It’s quite a place. Much like a campus university; a jumble of blocks and walkways, carparks, corridors and doors of many ages, styles and states of repair. But the scale and precision of what is done underground is uniformly cutting edge.

Take the equivalent in matter of one hair from your head, accelerate it to the speed of light through four vast machines built over five decades. Then inject it one hundred metres underground into the coldest most magnetic 27km circuit in the known universe.

Then do the same again. Inject it in the opposite direction. Smash the two hairs’ worth together in a beam no wider than those hairs. Catch the debris in two enormous detectors. And there you have the LHC. Simple.

CERN also produces antimatter. But at a rate which would take a billion years or so to produce one gram. And ‘paff’ each batch, painstaking produced, vaporises in an invisible ‘ping’ of energy in less than ten minutes. So no risk of annihilating the planet just yet.

But what was even more impressive than the huge tunnels, control rooms, detecters and machines, is the the people.

They visibly share a common purpose to go beyond what is known. They have nurtured a spirit of endeavour which has constantly to push technology and techniques way what’s currently thought possible. And they manifest an ethos of genuine teamwork and collaboration, uniting staff and researchers from over 100 countries.

All that underpinned by a shared respect for science and the scientific method – and it must be said some very very large public funding.

If you wanted to imagine an idealist’s world where people of all nations come together to advance the sum of human knowledge and achievement; stop imagining and go visit. It exists, on an ‘international’ patch of land between the French Jura and the Swiss Alps.

But what’s also nice is not everyone is a particle physicist – most are engineers. I met a young Danish marine engineer in the control room who explained you have to be able to fix anything on a boat – which is the ideal training for looking after a particle accelerator!

So you don’t have to be Albert Einstein to have a thrilling career in physics. And here’s a nice story I read in the New Scientist on the flight home, from the physicist Leonard Susskind, on his tussle with his father over practicality versus physics:

I did not come from an academic background. My father was a smart man, but he had a 5th-grade education. He and all his friends were plumbers. They were all born around 1905, in great poverty in New York City, and had to go to work when they were 12 or 13 years old.
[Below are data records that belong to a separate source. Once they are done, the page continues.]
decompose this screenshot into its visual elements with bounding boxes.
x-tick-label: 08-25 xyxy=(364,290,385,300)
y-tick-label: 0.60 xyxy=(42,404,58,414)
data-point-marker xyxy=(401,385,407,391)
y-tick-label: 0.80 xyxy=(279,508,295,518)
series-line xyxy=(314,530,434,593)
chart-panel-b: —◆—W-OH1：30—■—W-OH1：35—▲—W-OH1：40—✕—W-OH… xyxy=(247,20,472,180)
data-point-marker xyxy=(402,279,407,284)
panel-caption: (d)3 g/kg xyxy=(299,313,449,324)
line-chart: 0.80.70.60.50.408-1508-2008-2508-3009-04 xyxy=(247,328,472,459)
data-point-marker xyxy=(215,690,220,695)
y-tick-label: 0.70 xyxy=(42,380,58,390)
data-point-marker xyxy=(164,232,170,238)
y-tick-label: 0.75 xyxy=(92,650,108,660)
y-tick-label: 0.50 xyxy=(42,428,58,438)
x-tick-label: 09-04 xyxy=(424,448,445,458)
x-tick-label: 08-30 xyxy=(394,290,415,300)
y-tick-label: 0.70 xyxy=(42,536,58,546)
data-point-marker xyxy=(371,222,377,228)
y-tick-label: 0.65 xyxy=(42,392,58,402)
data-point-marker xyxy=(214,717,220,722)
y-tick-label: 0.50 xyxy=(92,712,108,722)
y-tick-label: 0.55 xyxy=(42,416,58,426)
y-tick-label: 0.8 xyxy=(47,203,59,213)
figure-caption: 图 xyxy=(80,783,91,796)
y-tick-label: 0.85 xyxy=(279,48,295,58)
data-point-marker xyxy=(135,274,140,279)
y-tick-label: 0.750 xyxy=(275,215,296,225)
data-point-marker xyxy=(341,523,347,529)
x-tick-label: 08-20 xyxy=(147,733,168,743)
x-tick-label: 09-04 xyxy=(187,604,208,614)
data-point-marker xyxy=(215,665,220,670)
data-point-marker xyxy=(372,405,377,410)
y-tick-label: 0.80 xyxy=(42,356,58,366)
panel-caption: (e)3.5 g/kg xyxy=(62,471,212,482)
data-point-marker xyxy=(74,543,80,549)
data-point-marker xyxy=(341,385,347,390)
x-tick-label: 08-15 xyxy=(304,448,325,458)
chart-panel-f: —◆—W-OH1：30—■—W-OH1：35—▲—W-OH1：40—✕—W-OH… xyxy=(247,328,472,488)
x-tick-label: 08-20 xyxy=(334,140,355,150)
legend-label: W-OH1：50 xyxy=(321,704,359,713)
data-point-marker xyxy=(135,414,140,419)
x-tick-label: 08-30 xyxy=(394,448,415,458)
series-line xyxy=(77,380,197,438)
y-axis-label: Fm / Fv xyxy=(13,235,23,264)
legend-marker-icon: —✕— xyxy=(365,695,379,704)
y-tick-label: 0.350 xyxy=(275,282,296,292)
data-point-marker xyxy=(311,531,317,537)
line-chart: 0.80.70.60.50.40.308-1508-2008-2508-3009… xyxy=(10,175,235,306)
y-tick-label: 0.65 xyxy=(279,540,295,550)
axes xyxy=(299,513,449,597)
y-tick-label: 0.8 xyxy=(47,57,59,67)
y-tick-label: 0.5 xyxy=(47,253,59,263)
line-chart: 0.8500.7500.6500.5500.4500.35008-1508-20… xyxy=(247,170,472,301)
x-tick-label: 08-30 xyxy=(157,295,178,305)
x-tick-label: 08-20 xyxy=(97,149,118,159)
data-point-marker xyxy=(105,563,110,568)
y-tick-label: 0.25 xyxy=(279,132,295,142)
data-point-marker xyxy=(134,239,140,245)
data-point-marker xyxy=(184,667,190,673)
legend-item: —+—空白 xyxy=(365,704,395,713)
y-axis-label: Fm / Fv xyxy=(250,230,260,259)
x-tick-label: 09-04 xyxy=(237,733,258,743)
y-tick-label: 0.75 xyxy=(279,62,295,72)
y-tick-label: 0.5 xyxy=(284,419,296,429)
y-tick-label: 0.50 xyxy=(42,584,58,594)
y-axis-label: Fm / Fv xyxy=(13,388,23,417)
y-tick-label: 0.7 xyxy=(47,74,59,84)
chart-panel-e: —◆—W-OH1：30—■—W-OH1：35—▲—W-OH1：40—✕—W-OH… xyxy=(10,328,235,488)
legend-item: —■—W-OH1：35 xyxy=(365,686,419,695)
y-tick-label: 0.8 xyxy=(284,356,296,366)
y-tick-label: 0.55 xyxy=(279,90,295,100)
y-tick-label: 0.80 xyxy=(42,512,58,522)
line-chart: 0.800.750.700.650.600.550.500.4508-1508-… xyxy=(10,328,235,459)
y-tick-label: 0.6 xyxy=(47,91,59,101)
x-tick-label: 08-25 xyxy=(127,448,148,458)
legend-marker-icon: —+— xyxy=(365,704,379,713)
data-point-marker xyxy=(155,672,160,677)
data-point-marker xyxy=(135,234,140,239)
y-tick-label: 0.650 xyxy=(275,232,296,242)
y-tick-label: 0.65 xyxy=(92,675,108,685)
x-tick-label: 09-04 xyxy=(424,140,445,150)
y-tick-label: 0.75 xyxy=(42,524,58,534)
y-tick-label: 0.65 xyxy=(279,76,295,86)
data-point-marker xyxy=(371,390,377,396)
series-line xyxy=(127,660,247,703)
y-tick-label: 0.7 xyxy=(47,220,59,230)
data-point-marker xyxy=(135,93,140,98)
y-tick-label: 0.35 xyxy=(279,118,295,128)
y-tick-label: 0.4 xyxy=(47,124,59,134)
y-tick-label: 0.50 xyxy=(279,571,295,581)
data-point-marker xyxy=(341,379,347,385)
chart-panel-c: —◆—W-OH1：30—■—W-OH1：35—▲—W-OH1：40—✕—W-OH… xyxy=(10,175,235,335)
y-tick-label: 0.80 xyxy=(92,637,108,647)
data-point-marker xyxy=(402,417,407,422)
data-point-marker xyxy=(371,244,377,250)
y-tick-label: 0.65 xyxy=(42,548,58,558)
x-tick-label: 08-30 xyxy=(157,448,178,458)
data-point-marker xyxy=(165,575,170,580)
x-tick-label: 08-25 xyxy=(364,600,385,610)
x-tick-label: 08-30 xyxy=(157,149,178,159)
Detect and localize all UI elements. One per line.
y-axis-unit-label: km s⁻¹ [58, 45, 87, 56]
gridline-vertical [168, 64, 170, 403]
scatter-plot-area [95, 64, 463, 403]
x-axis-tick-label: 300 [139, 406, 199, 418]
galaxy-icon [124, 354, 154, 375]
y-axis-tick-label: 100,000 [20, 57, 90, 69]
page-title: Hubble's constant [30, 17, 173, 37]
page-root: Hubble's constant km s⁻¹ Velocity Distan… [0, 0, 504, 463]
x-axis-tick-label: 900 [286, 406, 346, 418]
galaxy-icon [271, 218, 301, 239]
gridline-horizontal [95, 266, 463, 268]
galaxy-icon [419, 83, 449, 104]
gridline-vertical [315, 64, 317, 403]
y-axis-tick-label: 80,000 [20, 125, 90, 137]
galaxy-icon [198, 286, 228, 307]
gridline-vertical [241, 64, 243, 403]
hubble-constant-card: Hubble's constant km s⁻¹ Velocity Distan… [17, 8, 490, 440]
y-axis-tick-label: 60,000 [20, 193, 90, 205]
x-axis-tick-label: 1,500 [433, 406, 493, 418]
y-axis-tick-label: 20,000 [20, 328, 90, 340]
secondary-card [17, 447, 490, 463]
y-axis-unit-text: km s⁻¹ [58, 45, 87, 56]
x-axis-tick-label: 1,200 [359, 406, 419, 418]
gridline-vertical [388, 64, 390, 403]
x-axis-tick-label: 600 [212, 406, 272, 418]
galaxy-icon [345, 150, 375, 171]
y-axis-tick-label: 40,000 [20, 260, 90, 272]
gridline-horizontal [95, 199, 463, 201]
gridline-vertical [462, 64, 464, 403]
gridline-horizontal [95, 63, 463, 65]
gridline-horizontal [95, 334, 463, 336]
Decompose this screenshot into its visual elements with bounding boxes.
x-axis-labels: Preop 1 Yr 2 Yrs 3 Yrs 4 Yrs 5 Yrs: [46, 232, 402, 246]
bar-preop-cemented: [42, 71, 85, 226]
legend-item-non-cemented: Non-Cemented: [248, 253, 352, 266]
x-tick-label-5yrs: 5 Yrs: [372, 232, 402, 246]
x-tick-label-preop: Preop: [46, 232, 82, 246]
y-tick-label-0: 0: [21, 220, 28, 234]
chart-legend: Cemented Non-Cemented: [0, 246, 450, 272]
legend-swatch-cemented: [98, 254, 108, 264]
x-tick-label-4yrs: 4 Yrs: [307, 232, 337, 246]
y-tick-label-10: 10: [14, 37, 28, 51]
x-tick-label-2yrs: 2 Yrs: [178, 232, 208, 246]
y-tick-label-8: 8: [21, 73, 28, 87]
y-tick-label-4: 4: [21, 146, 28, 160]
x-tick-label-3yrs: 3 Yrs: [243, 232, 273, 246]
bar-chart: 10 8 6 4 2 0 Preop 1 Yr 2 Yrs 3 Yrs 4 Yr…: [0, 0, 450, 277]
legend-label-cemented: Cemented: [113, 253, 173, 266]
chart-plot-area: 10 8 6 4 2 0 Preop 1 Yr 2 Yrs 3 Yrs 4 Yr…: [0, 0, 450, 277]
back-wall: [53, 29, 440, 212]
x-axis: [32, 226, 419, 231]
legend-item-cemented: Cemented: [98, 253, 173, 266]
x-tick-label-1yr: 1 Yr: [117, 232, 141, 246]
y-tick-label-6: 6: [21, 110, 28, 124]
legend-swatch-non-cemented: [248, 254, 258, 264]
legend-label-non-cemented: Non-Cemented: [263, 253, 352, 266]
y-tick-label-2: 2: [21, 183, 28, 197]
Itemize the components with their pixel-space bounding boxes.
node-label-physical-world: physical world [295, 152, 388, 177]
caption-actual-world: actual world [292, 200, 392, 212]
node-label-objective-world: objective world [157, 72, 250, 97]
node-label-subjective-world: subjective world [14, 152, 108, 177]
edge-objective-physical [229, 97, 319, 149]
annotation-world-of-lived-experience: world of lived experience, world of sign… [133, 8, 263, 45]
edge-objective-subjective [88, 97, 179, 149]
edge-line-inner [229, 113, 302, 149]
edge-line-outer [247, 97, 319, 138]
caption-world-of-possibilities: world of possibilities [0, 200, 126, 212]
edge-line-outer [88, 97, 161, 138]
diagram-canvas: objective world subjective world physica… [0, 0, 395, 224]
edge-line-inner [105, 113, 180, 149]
But sitting around the kitchen in our house, they had all sorts of interesting conversations. There was a funny intellectuality to them.

I went to college because my father thought that I should learn engineering, because he wanted to go into the heating business with me. There I realised I wanted to be a physicist. I had to tell him, which was a somewhat traumatic experience.
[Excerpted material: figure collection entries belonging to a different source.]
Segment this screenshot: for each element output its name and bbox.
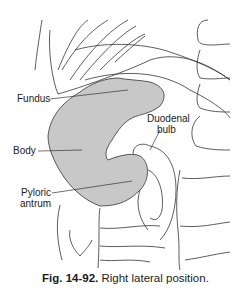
label-bulb: bulb [157, 124, 176, 135]
caption-number: Fig. 14-92. [42, 272, 98, 284]
caption-text: Right lateral position. [101, 272, 208, 284]
label-pyloric: Pyloric [21, 187, 51, 198]
figure-caption: Fig. 14-92. Right lateral position. [42, 272, 209, 284]
label-duodenal: Duodenal [147, 113, 190, 124]
label-antrum: antrum [20, 198, 51, 209]
figure: Fundus Duodenal bulb Body Pyloric antrum… [0, 0, 246, 294]
label-fundus: Fundus [17, 93, 50, 104]
label-body: Body [13, 145, 36, 156]
leader-lines [0, 0, 246, 294]
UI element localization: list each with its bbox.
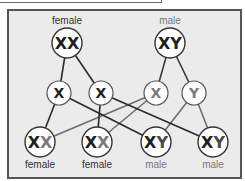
gamete-4-letter: Y: [188, 85, 200, 101]
mother-node: XX: [52, 28, 82, 58]
offspring-3-maternal: X: [144, 133, 157, 152]
gamete-3-letter: X: [151, 85, 162, 101]
svg-text:XY: XY: [144, 133, 168, 152]
offspring-2-maternal: X: [85, 133, 98, 152]
father-genotype: XY: [158, 34, 182, 53]
inheritance-diagram: female male XX XY X X X Y XX XX: [0, 0, 245, 181]
gamete-node-4: Y: [182, 81, 206, 105]
offspring-node-4: XY: [198, 127, 228, 157]
offspring-1-maternal: X: [28, 133, 41, 152]
offspring-node-3: XY: [141, 127, 171, 157]
offspring-1-paternal: X: [40, 133, 53, 152]
gamete-node-2: X: [89, 81, 113, 105]
svg-text:XX: XX: [28, 133, 53, 152]
offspring-3-paternal: Y: [155, 133, 168, 152]
svg-text:XX: XX: [85, 133, 110, 152]
father-node: XY: [155, 28, 185, 58]
gamete-node-3: X: [144, 81, 168, 105]
offspring-3-label: male: [145, 159, 167, 170]
offspring-2-label: female: [82, 159, 112, 170]
offspring-4-maternal: X: [201, 133, 214, 152]
offspring-node-1: XX: [25, 127, 55, 157]
offspring-4-label: male: [202, 159, 224, 170]
offspring-node-2: XX: [82, 127, 112, 157]
offspring-2-paternal: X: [97, 133, 110, 152]
offspring-1-label: female: [25, 159, 55, 170]
offspring-4-paternal: Y: [212, 133, 225, 152]
mother-label: female: [52, 15, 82, 26]
gamete-1-letter: X: [54, 85, 65, 101]
svg-text:XY: XY: [201, 133, 225, 152]
gamete-node-1: X: [47, 81, 71, 105]
gamete-2-letter: X: [96, 85, 107, 101]
mother-genotype: XX: [55, 34, 80, 53]
father-label: male: [159, 15, 181, 26]
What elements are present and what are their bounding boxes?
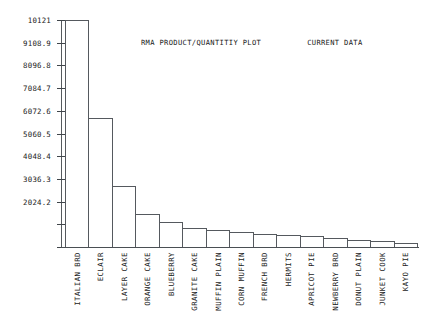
bar [347,240,371,248]
bar [159,222,183,247]
bar [112,186,136,247]
x-axis-label-cell: FRENCH BRD [253,252,276,335]
y-axis-tick-label: 5060.5 [23,129,51,138]
x-axis-label-cell: ITALIAN BRD [65,252,88,335]
y-axis-tick-label: 2024.2 [23,197,51,206]
y-axis-tick-label: 7084.7 [23,84,51,93]
bar [323,238,347,247]
x-axis-label-cell: JUNKET COOK [370,252,393,335]
bar [88,118,112,247]
x-axis-category-label: ITALIAN BRD [72,252,81,306]
x-axis-category-label: JUNKET COOK [377,252,386,306]
x-axis-category-labels: ITALIAN BRDECLAIRLAYER CAKEORANGE CAKEBL… [65,252,417,335]
x-axis-category-label: HERMITS [283,252,292,286]
y-axis-tick-labels: 101219108.98096.87084.76072.65060.54048.… [0,0,51,335]
bar [182,228,206,247]
y-axis-tick-label: 4048.4 [23,152,51,161]
x-axis-category-label: DONUT PLAIN [354,252,363,306]
x-axis-category-label: GRANITE CAKE [190,252,199,311]
x-axis-category-label: MUFFIN PLAIN [213,252,222,311]
x-axis-label-cell: LAYER CAKE [112,252,135,335]
x-axis-baseline [61,247,419,248]
bar [65,20,89,247]
bar [370,241,394,247]
y-axis-tick-label: 9108.9 [23,38,51,47]
bar [229,232,253,247]
x-axis-label-cell: NEWBERRY BRD [323,252,346,335]
x-axis-label-cell: HERMITS [276,252,299,335]
bar [300,236,324,247]
x-axis-category-label: CORN MUFFIN [237,252,246,306]
x-axis-category-label: NEWBERRY BRD [330,252,339,311]
y-axis-tick-label: 8096.8 [23,61,51,70]
x-axis-label-cell: ORANGE CAKE [135,252,158,335]
bar [394,243,418,247]
y-axis-tick-label: 6072.6 [23,106,51,115]
x-axis-label-cell: GRANITE CAKE [182,252,205,335]
x-axis-category-label: ECLAIR [96,252,105,281]
bar [276,235,300,247]
bar [206,230,230,247]
x-axis-label-cell: MUFFIN PLAIN [206,252,229,335]
bar-series [65,20,417,247]
x-axis-category-label: KAYO PIE [401,252,410,291]
x-axis-category-label: FRENCH BRD [260,252,269,301]
x-axis-category-label: LAYER CAKE [119,252,128,301]
x-axis-label-cell: CORN MUFFIN [229,252,252,335]
x-axis-label-cell: BLUEBERRY [159,252,182,335]
bar [253,234,277,247]
x-axis-label-cell: APRICOT PIE [300,252,323,335]
y-axis-tick-label: 3036.3 [23,174,51,183]
plot-area [61,20,419,247]
x-axis-category-label: APRICOT PIE [307,252,316,306]
x-axis-label-cell: ECLAIR [88,252,111,335]
bar [135,214,159,247]
x-axis-label-cell: KAYO PIE [394,252,417,335]
x-axis-category-label: ORANGE CAKE [143,252,152,306]
rma-product-quantity-bar-chart: RMA PRODUCT/QUANTITIY PLOT CURRENT DATA … [0,0,429,335]
x-axis-category-label: BLUEBERRY [166,252,175,296]
x-axis-label-cell: DONUT PLAIN [347,252,370,335]
y-axis-tick-label: 10121 [28,16,51,25]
For months I had been trying to figure out how to tell him. One day I drove over to his house. This is emblazoned in my memory: it was a terrible, terrible feeling.

He had a plumbing shop in the basement, and was there cutting pipe for the next day’s job. I went down and said, “I’m not going to be an engineer.” He got upset. Though he almost never used bad language, he said, “What the fuck are you going to be? A ballet dancer?”

I said, “No, I want to be a physicist.” He said, “No, you ain’t gonna work in no drugstore.” I said, “No, no, a physicist, not a pharmacist.” And then I can’t remember the exact conversation, but I do remember the magic word was “Einstein”. I said I wanted to do what Einstein did. That just shocked him.

Something snapped, and he decided right then and there that that is what I had to do. That was the end of it. From then on, my father tried very hard to learn a little about physics.

Dads and their lads eh. But what a great story of a father’s love for his son conquering all. Physics, it’s a beautiful thing.